AAC Tech's CoolFan MEMS chip uses piezoelectric thin-film technology to actively cool AI devices, with mass production set for early 2027.
AAC Tech's CoolFan MEMS chip uses piezoelectric thin-film technology to actively cool AI devices, with mass production set for early 2027.

AAC Tech's entry into active cooling for AI hardware threatens to reshape thermal management in smartphones, wearables and data centers, with its CoolFan MEMS piezoelectric chip targeting mass production by early 2027.
The CoolFan series, based on key MEMS piezoelectric thin-film technology, has completed research and development trial production and entered the small-scale pilot production stage, the Shenzhen-based components maker said in a statement. AAC Tech has been working with leading industry clients to jointly define specifications for the MEMS piezoelectric fan products.
The company expects to achieve large-scale mass production and shipments in early 2027, with key client project products set to launch in the first half of that year. The chip can be applied across AI smartphones, smartwatches, XR glasses and various AI-powered smart terminal scenarios. AAC Tech is also working with multiple emerging AI hardware manufacturers to explore additional use cases in XR and robotic dexterous hands.
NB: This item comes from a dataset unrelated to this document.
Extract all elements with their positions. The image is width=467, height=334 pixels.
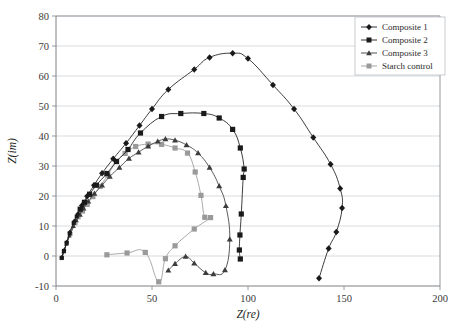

AAC Tech shares rose 4.5 percent on the news, with short selling volume accounting for 29.9 percent of turnover, signaling investor conviction in the company's thermal management pivot. The MEMS piezoelectric approach offers a fundamentally different cooling mechanism than traditional heat sinks or vapor chambers — using thin-film piezoelectric actuators to drive micro-scale airflow directly over heat-generating components. If successfully commercialized, the technology could capture a portion of the growing thermal management market for AI devices, where rising chip power densities are outpacing passive cooling solutions.
Thermal management as a competitive moat
The cooling challenge in AI hardware is intensifying. Smartphone application processors now exceed 10 watts of sustained power draw during AI inference tasks, while XR headsets require silent, compact cooling solutions that traditional fans cannot provide. Server liquid cooling, another target application, is projected to become a multi-billion-dollar market as data center operators race to cool AI accelerators drawing 700 watts or more per chip.
AAC Tech's existing acoustic and haptic component relationships with major smartphone makers give it an established distribution channel for the CoolFan series. The company did not disclose pricing or unit volume targets for the chip, but the MEMS piezoelectric approach can be integrated at the board level with minimal height addition — a critical advantage in thin-form-factor devices.
The broader competitive landscape includes traditional thermal solution providers such as AVC and Furukawa Electric, as well as emerging MEMS-based cooling startups. AAC Tech's ability to leverage its existing manufacturing scale and customer relationships in the smartphone supply chain could accelerate adoption relative to unproven entrants.
AAC Tech trades on the Hong Kong Stock Exchange at a price-to-earnings multiple in line with other Chinese components suppliers. The CoolFan series represents a potential new revenue stream beyond the company's core acoustics and haptics businesses, which have faced margin pressure amid smartphone market maturation. If the MEMS piezoelectric cooling technology achieves the production timeline the company outlined, it could begin contributing to revenue by the second half of 2027, with broader adoption dependent on customer qualification cycles and competitive pricing versus established thermal solutions.
This article is for informational purposes only and does not constitute investment advice.